What you need to do: Each line from the one that holds "Identify the location" to the end of the entries is to be given again exactly. Do not include pictures.
[Source material]
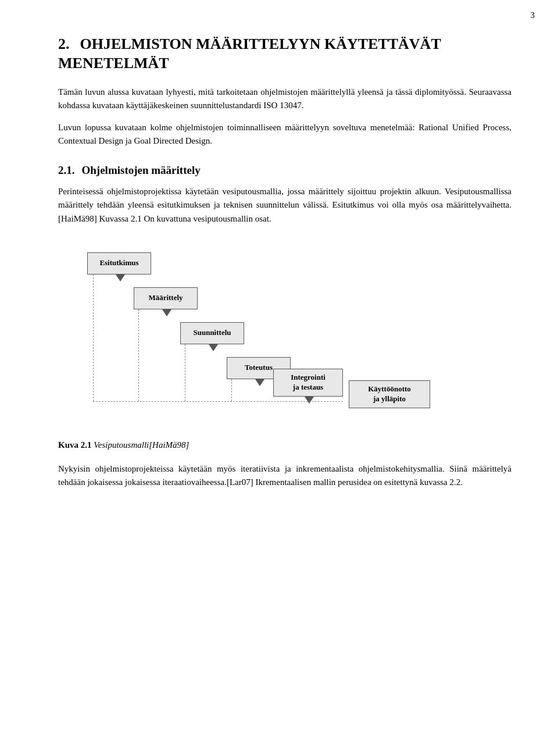  What do you see at coordinates (285, 445) in the screenshot?
I see `diagram-caption: Kuva 2.1 Vesiputousmalli[HaiMä98]` at bounding box center [285, 445].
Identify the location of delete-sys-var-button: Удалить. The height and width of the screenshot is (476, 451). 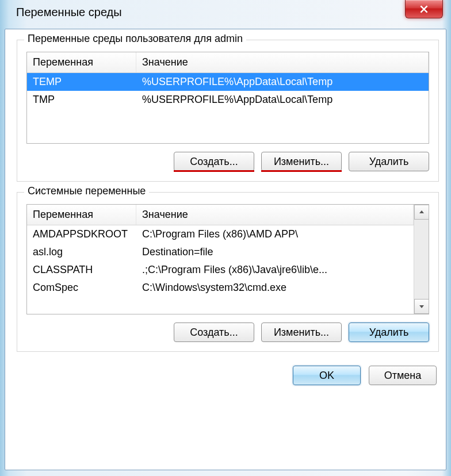
(389, 332).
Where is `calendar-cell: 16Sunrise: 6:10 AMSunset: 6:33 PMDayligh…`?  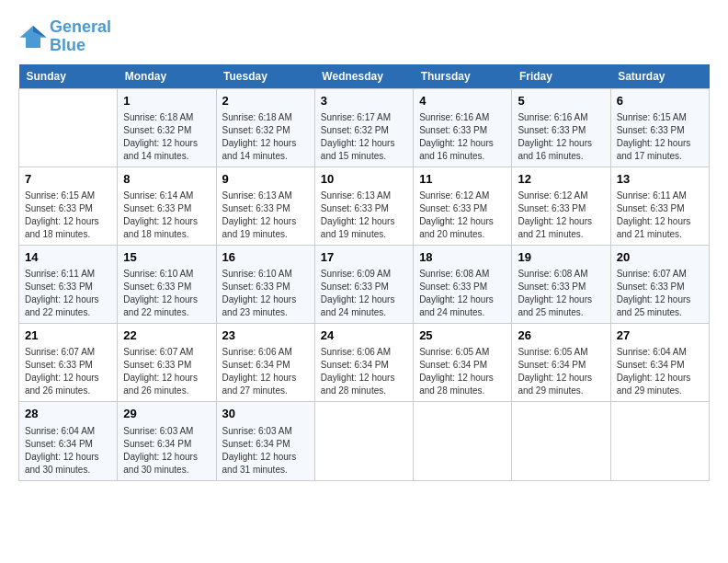
calendar-cell: 16Sunrise: 6:10 AMSunset: 6:33 PMDayligh… is located at coordinates (265, 283).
[/Source material]
Answer box:
Identify the location of delete-sys-var-button: Удалить. The height and width of the screenshot is (476, 451). 
(389, 332).
Where is `calendar-cell: 16Sunrise: 6:10 AMSunset: 6:33 PMDayligh…`?  
calendar-cell: 16Sunrise: 6:10 AMSunset: 6:33 PMDayligh… is located at coordinates (265, 283).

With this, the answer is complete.